# Is "Ethica (in Opera Posthuma)" by Baruch Spinoza a First Edition?

> **Quick answer.** A first edition of Ethica (in Opera Posthuma) by Baruch Spinoza (Printed by Israël de Paull for Jan Rieuwertsz, Amsterdam, 1677) is identified by: The defining point is what the title page does NOT say: it reads "B.d.S. The Latin Opera Posthuma (1677) is the true first of the Ethics and the original-language text.

**Checklist — a true first has these:**
- Quarto, 1677
- The defining point is what the title page does NOT say: it reads "B.d.S. Opera Posthuma, Quorum series post Praefationem exhibetur" with a woodcut device and the date MDCLXXVII, but names no author beyond the initials B.d.S., and gives no place of printing and no printer or bookseller
- The Amsterdam / Jan Rieuwertsz attribution is bibliographic, not printed — bibliographical research (Jagersma, Quaerendo 43
- Van de Ven, Printing Spinoza) identifies the Amsterdam printer Israël de Paull working for Jan Rieuwertsz the elder
- Contents in one volume: Jarig Jelles's unsigned Praefatio, then Ethica ordine geometrico demonstrata (first appearance in print), Tractatus politicus, Tractatus de intellectus emendatione, the Epistolae with the author's replies, and the separately paginated Compendium grammatices linguae Hebraeae; dealer collations run approximately [40], 614, [32]; [2], 112, [8] pp., with contents and errata leaves at the end
- Van de Ven records the volume in ordinary-paper and large-paper states
- Publisher imprint reads Printed by Israël de Paull for Jan Rieuwertsz, Amsterdam

| | |
|---|---|
| Author | Baruch Spinoza |
| Publisher | Printed by Israël de Paull for Jan Rieuwertsz, Amsterdam |
| Year | 1677 |
| True first | — |
| Format | Hardcover (trade) |
| Key point | Quarto, 1677 |
| Book-club edition exists? | No |

## Points of issue
Quarto, 1677. The defining point is what the title page does NOT say: it reads "B.d.S. Opera Posthuma, Quorum series post Praefationem exhibetur" with a woodcut device and the date MDCLXXVII, but names no author beyond the initials B.d.S., and gives no place of printing and no printer or bookseller. The Amsterdam / Jan Rieuwertsz attribution is bibliographic, not printed — bibliographical research (Jagersma, Quaerendo 43; Van de Ven, Printing Spinoza) identifies the Amsterdam printer Israël de Paull working for Jan Rieuwertsz the elder. Contents in one volume: Jarig Jelles's unsigned Praefatio, then Ethica ordine geometrico demonstrata (first appearance in print), Tractatus politicus, Tractatus de intellectus emendatione, the Epistolae with the author's replies, and the separately paginated Compendium grammatices linguae Hebraeae; dealer collations run approximately [40], 614, [32]; [2], 112, [8] pp., with contents and errata leaves at the end. Van de Ven records the volume in ordinary-paper and large-paper states. No portrait leaf appears in the standard collation, so an engraved Spinoza portrait found bound in should be treated as a later insertion until proven otherwise. Identification only — no valuation is offered here.

## Is this the true first?
The Latin Opera Posthuma (1677) is the true first of the Ethics and the original-language text. Its Dutch twin, De Nagelate Schriften van B.d.S. (1677), was prepared by the same circle and printed for the same bookseller and appeared alongside it; both are dated 1677 and both are collected — the Latin as the original, the Dutch as the first edition in Dutch. There is no contemporary English edition: the Ethics reached print in English only in the 1880s, with W. Hale White's Ethic (London: Trübner, 1883) the first published English translation and R.H.M. Elwes's version in The Chief Works of Benedict de Spinoza vol. II (London: George Bell & Sons, 1883–84) close behind. George Eliot's 1856 English rendering stayed unpublished for well over a century, so it is not a print precedent.

## Telling it from reprints & book-club editions
No book-club tradition exists for this title. The realistic look-alikes are later collected editions of Spinoza's works and 20th-century photographic reprints of the 1677 sheets, plus the many modern English translations of the Ethics. Any volume whose title page carries a printed place or publisher, a date other than MDCLXXVII, an author's name spelled out rather than the initials B.d.S., or English text, is not the 1677 Opera Posthuma.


▸ Directions:
Please find every line of the listing below where "digits" occurs and copy it.

▸ Records for processing:
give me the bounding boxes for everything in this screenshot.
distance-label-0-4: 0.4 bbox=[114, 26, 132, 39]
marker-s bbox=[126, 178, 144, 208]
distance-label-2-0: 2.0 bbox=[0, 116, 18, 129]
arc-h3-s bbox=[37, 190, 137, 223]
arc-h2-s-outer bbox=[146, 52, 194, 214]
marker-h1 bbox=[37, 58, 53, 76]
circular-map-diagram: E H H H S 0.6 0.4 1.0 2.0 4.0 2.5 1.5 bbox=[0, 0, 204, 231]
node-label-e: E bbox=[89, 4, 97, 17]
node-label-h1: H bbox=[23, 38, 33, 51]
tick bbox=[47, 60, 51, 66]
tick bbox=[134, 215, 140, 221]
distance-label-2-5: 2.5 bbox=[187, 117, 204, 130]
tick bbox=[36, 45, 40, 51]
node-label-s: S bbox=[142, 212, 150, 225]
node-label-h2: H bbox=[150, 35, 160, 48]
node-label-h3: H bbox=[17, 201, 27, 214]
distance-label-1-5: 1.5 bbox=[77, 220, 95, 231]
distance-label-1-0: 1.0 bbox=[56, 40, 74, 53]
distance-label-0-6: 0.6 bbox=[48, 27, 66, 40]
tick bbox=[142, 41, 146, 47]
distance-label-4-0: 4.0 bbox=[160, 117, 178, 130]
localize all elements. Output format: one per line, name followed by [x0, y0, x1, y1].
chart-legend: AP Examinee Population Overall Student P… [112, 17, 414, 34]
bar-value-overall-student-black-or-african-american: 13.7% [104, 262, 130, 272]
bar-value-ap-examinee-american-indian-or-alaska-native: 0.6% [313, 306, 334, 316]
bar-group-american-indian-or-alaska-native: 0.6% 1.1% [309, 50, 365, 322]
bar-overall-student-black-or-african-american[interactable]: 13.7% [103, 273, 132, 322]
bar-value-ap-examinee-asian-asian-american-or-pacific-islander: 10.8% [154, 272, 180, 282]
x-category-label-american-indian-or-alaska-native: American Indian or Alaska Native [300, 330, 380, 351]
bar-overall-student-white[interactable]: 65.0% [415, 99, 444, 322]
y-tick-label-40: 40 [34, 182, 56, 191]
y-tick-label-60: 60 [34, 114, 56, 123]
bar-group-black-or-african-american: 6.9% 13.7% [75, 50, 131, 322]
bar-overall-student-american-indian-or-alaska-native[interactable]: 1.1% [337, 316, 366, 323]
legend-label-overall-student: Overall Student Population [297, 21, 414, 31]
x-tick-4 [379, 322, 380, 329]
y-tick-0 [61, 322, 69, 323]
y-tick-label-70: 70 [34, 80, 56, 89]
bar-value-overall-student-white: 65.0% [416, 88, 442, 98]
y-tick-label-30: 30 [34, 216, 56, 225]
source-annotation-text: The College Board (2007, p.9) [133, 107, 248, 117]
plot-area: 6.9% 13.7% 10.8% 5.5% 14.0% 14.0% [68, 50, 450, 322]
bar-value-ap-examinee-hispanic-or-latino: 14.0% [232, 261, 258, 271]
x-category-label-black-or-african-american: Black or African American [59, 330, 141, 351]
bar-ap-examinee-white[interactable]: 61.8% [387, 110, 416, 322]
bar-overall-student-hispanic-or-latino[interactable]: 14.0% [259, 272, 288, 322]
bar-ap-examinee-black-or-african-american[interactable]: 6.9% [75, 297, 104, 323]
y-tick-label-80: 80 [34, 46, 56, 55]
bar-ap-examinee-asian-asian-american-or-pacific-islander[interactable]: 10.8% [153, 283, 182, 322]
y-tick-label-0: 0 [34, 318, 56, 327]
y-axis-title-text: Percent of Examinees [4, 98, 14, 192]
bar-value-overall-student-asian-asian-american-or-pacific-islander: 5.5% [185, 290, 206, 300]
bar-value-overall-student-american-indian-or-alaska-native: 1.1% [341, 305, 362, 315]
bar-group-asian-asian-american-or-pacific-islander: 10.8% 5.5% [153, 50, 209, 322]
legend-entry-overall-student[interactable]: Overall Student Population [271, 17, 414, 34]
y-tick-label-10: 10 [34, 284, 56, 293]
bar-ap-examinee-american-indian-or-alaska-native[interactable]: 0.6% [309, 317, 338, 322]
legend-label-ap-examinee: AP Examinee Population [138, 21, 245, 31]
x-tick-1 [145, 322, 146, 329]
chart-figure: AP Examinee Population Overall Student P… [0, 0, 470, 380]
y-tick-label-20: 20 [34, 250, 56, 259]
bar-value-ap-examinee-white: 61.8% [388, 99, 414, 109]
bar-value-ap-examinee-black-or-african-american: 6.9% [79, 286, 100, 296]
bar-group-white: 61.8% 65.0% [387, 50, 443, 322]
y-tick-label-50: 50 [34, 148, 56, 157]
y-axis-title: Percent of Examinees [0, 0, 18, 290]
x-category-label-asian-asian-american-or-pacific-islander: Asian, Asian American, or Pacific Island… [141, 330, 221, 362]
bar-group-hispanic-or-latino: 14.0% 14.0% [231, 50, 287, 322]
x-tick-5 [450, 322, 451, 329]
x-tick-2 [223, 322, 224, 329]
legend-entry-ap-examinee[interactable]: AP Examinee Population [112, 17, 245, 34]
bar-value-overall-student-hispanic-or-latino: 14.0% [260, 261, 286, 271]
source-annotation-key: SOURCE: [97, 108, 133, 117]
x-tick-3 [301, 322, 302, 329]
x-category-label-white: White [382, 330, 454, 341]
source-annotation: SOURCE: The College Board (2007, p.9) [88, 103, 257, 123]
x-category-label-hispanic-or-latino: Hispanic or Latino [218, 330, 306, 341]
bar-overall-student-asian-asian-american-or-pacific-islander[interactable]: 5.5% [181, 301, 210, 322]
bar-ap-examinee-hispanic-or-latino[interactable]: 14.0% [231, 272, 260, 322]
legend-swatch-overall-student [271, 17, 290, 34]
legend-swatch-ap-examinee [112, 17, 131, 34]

...

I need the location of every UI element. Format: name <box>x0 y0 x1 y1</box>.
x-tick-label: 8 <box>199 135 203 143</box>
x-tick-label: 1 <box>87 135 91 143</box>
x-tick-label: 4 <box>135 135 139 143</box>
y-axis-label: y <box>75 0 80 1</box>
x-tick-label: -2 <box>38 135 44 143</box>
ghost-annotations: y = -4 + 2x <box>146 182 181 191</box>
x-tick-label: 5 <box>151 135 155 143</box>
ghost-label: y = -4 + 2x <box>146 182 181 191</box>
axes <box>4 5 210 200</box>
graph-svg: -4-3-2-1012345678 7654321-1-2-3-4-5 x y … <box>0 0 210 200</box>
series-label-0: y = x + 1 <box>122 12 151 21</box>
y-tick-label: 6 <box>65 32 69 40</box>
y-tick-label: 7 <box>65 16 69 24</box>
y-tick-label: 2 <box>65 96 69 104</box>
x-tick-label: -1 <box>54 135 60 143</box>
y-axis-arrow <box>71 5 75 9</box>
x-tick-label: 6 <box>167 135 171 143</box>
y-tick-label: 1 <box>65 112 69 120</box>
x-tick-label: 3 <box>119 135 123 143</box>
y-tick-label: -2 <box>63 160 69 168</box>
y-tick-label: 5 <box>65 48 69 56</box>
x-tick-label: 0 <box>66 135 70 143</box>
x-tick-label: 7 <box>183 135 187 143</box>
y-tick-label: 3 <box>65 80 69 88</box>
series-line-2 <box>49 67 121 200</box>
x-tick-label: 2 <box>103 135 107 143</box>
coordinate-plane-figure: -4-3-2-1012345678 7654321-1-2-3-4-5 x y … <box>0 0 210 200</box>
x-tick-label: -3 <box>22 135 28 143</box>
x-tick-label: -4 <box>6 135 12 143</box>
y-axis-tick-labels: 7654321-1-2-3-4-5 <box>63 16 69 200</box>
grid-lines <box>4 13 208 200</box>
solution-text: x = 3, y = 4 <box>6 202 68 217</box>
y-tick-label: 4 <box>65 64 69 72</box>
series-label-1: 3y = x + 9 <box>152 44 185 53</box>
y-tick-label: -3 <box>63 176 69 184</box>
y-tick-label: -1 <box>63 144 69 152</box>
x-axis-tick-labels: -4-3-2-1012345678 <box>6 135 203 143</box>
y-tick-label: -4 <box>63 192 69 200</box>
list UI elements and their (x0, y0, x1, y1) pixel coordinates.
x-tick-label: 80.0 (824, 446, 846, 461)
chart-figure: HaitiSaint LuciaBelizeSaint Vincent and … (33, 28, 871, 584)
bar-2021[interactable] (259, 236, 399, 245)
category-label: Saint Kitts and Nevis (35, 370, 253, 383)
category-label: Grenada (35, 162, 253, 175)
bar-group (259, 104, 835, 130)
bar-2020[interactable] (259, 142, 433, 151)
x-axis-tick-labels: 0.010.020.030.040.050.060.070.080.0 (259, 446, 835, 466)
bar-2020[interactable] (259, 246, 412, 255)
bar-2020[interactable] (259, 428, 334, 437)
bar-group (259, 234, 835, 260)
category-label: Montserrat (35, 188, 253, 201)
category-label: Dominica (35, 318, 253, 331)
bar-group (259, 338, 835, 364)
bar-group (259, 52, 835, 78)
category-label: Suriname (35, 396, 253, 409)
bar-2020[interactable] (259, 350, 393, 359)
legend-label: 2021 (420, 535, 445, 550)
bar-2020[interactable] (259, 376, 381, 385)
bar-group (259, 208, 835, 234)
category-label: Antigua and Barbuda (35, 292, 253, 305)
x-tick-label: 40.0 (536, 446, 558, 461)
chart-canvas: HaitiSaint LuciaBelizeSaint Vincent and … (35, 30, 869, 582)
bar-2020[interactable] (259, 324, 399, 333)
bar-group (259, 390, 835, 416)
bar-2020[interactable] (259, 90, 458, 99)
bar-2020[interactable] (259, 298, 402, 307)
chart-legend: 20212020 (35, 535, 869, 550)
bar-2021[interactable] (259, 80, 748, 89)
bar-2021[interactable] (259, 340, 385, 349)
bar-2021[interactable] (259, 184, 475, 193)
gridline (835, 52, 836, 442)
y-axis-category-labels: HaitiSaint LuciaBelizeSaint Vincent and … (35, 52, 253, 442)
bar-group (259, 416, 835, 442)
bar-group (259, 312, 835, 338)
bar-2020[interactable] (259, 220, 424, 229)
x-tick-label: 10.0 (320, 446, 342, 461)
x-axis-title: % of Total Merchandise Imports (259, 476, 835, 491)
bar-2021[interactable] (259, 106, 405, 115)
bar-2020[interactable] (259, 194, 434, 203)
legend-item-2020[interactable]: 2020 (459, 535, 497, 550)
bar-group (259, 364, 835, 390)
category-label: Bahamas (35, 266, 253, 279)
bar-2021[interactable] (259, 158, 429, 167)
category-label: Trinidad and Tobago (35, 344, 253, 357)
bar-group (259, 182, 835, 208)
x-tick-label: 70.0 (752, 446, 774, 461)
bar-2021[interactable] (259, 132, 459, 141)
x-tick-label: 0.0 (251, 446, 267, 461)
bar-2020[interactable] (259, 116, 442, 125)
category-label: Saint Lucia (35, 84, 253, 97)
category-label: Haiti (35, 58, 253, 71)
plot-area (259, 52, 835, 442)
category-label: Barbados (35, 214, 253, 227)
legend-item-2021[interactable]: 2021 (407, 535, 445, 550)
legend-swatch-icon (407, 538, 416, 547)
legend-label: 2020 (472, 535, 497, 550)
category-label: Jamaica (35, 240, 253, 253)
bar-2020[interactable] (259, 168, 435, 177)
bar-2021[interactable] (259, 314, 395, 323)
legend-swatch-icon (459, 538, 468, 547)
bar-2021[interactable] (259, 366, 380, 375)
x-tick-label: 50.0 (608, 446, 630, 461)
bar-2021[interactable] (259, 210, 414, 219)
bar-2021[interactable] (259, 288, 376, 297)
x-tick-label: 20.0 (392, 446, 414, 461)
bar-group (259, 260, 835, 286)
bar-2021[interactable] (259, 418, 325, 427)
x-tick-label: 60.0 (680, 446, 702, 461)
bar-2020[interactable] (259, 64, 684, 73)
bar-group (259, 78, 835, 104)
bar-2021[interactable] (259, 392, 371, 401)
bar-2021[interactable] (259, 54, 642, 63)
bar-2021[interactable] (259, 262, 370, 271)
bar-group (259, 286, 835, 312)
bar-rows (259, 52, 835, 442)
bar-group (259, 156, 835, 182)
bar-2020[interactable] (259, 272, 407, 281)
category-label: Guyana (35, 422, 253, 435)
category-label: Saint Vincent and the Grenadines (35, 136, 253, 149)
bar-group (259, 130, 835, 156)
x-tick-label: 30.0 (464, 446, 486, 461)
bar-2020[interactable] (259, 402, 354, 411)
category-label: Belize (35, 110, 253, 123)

...

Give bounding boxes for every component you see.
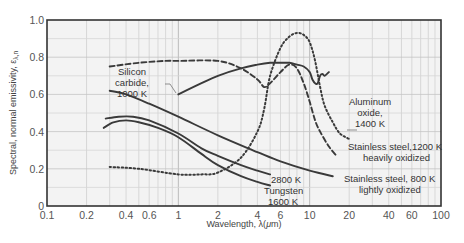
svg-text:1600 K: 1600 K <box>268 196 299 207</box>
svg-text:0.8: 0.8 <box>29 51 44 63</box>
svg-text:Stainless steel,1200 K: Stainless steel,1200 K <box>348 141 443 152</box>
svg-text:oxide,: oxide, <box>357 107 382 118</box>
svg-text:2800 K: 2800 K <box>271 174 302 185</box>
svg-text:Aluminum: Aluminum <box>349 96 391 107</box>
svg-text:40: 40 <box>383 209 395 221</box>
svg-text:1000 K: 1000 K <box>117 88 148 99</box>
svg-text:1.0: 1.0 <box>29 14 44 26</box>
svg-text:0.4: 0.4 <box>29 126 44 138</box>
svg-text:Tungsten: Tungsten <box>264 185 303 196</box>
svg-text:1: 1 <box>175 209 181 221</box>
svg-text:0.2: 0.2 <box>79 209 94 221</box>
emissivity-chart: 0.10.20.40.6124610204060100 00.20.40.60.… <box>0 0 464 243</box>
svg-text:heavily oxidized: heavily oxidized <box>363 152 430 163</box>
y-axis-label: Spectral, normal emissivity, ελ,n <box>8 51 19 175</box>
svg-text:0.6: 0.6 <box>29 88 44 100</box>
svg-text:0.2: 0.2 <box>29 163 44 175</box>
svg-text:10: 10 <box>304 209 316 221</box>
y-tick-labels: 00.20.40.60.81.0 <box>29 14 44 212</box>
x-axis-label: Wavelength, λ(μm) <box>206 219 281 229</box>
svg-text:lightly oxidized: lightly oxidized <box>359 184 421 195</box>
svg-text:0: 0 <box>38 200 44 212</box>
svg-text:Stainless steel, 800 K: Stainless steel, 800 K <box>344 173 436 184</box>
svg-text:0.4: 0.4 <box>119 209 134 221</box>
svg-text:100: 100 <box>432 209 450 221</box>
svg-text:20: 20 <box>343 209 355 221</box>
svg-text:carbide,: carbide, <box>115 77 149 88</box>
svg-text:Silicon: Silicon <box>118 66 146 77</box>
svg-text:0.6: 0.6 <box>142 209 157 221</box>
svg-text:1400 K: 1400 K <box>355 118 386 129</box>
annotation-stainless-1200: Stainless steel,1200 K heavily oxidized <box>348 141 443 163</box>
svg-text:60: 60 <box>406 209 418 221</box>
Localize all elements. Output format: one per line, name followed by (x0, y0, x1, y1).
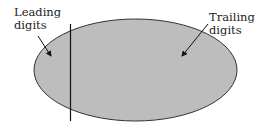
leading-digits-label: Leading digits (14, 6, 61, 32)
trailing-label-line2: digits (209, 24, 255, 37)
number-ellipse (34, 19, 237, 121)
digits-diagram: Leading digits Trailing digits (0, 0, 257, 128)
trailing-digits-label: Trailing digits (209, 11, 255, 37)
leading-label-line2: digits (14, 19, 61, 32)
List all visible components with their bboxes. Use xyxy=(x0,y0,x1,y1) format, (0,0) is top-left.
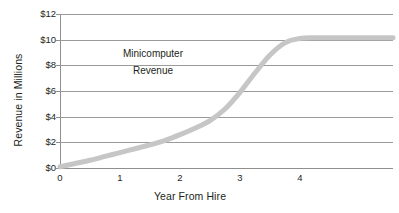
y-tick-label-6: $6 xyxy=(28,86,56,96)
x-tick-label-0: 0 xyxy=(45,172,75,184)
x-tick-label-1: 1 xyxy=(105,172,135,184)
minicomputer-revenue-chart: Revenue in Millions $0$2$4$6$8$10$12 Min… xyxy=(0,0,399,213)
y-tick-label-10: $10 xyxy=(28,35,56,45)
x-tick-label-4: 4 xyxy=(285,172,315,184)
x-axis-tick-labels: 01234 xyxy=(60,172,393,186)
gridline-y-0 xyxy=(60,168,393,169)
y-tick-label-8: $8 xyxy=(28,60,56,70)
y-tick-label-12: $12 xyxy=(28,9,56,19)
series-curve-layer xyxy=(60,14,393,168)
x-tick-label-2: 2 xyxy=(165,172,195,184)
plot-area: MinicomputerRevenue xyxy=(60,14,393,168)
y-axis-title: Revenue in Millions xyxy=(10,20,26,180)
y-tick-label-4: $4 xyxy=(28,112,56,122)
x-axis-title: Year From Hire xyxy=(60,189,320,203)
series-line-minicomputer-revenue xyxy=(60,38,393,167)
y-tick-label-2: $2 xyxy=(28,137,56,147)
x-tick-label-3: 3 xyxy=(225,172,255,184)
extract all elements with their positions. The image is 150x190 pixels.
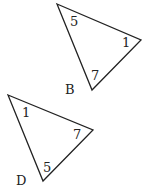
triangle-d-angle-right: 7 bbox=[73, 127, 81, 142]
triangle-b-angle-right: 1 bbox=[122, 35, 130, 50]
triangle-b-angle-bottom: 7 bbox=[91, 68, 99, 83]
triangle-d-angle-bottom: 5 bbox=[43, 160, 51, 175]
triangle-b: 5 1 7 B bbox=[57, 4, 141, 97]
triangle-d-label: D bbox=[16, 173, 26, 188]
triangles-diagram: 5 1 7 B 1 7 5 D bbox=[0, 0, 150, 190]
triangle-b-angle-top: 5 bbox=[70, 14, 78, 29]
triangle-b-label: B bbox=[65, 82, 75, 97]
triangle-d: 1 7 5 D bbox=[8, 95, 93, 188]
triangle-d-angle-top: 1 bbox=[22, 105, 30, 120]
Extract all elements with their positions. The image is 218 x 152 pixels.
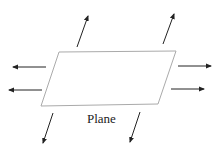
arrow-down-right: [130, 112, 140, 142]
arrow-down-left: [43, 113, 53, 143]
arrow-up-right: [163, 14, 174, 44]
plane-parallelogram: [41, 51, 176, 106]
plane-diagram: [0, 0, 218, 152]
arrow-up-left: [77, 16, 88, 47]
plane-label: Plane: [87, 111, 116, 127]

▸ Answer box:
leading-digits-label: Leading digits (14, 6, 61, 32)
trailing-label-line2: digits (209, 24, 255, 37)
digits-diagram: Leading digits Trailing digits (0, 0, 257, 128)
trailing-digits-label: Trailing digits (209, 11, 255, 37)
leading-label-line2: digits (14, 19, 61, 32)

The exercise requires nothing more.